Unique, interesting, complicated, one-of-a-kind — these are the sorts of words people reach for when asked to describe Arne Lundquist.

"I've never met anybody like him," said his friend Bill Tresch. "He was a complicated person, no doubt about it."

"He lived a quiet, contented and intellectually vibrant life on his own terms," said another of his close friends, Lee Lewis.

Lundquist died Feb. 25 of complications from a hip fracture sustained in a fall. He was 91.

No single word or phrase encompasses Lundquist's eclectic mix of particular and sometimes contradictory traits. Obstinate but lovable. Introverted but sociable. A natty dresser despite his old and rumpled wardrobe.

"You could mistake him for a homeless person, but he assembled it well," Tresch said.

Lundquist never owned a computer or car, didn't travel, never married and never worked a high-paying job — nor did he show any sign of missing those things. His formal education ended after high school, but he was a self-taught scholar of art, literature, music and baseball.

"He was a kind, compassionate and humble guy with many passionate interests that made conversations with him fascinating and lively," Lewis said. "His housekeeping and lawn maintenance, however, left something to be desired."

Lundquist lived his whole life in the same tiny Minneapolis house where he was born to Swedish immigrants. It was crammed with books and records, the walls festooned with homages to art: posters of paintings by French artist Henri Matisse, pictures of Greta Garbo and of jazz musicians Bix Beiderbecke and Lester Young — "little things that he wrote and just taped to the walls," Tresch said.

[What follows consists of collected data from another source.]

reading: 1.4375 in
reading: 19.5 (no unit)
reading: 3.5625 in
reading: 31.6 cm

Tresch said he once spotted an envelope on which Lund­quist had scrawled a note: "The sole end of art is aesthetic bliss." It's a paraphrase of a passage by Vladimir Nabokov — one of his favorite writers, along with Shakespeare and Jack Kerouac.

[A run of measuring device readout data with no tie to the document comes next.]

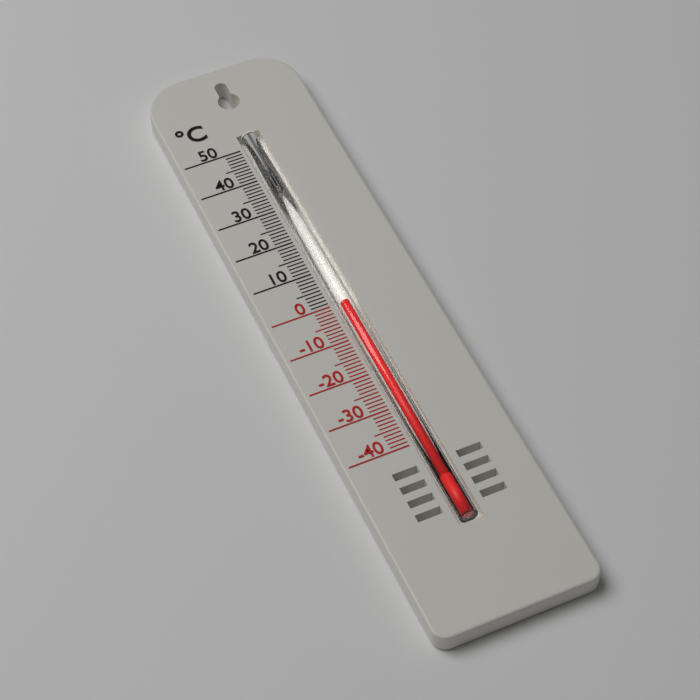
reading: 0 °C
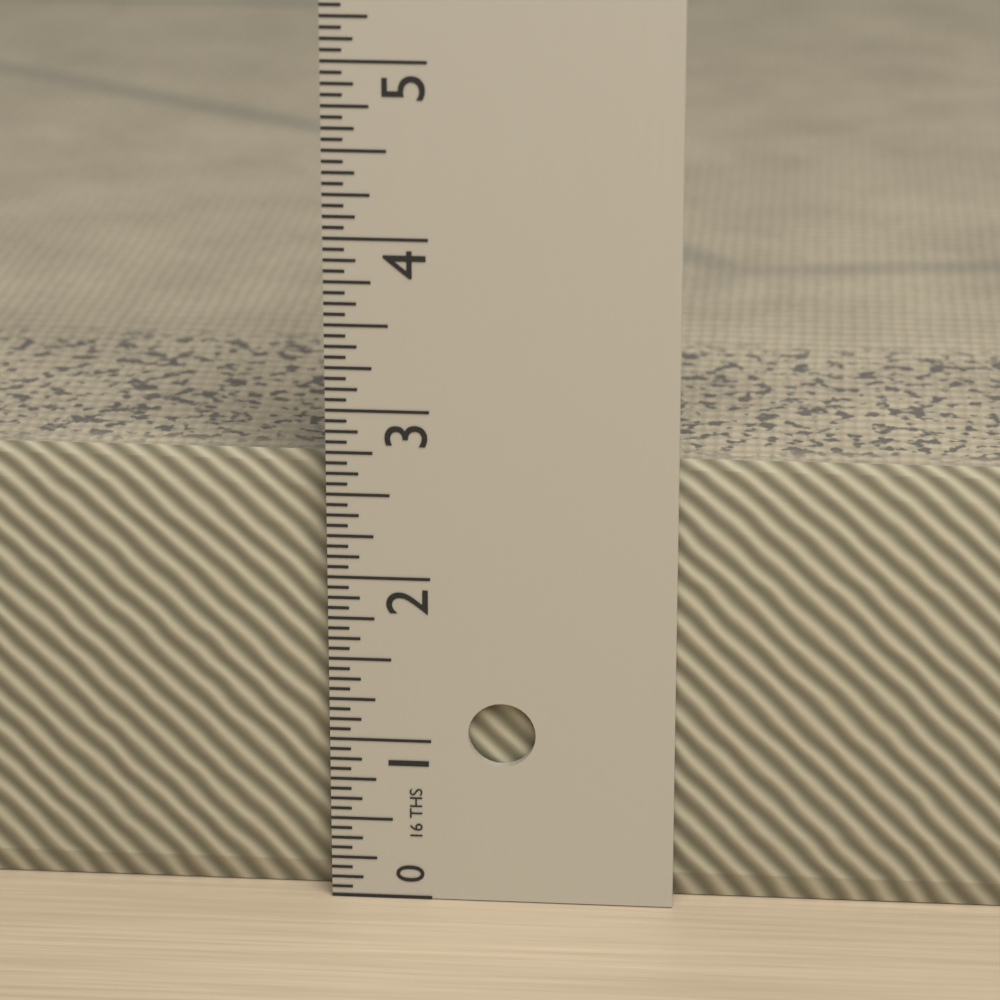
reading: 2.6875 in
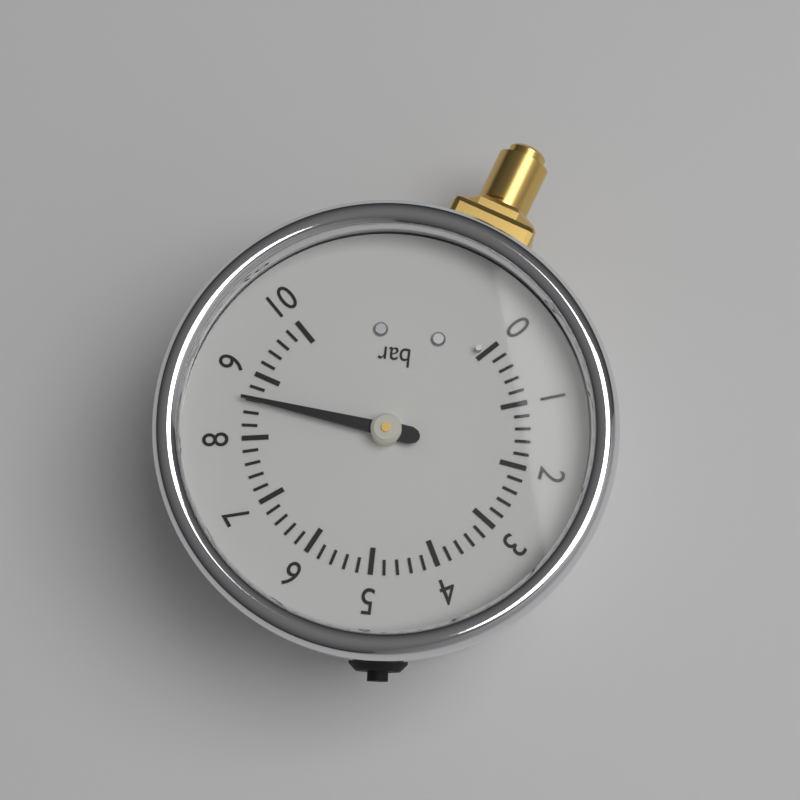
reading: 8.6 bar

Tresch, Lewis and two other friends, Kathleen Heaney and Dave Brus, met Lundquist at the Minnesota Zen Meditation Center, which Lundquist frequented for years. The foursome, all two or three decades younger than Lundquist, looked out for his welfare, independent though he was. They called themselves Team Arne.

He walked a lot, often to Buster's on 28th for a beer and light lunch. He paid frequent visits to the Minneapolis Institute of Art, often to gaze at Rembrandt's "Lucretia." He stood in the rush line to see plays at the Guthrie Theater.

"He was one of the best appreciators of good human endeavor," Tresch said.

That included professional athletes, "whose grace and athleticism moved him," Brus said. One day, Brus said, he found his friend perusing a baseball almanac full of history, records and stats. "He said, 'You know, I was going through it and the score of the World Series in such and such a year in Game 5 — they got it wrong.' I thought, 'Wow, how would you even know?' " Brus said.

"His memory was wicked," Lewis said. One time Lewis mentioned Bartók's Concerto for Orchestra, and Lundquist said he'd heard the Minnesota Orchestra play it in 1963: "[Stanisław] Skrowaczewski conducted. It wasn't the high point of the concert."

Lundquist had a habit of saying "I love you," with complete sincerity, to his friends and to waitresses at Buster's.

"Oh, all the time!" said Angela Perron, who has worked there for 12 years. "Not in a weird, creepy way ... just in an Arne way."

He is survived by a sister, Mildred Edwardson of Bloomington. A memorial service will be held at a later date.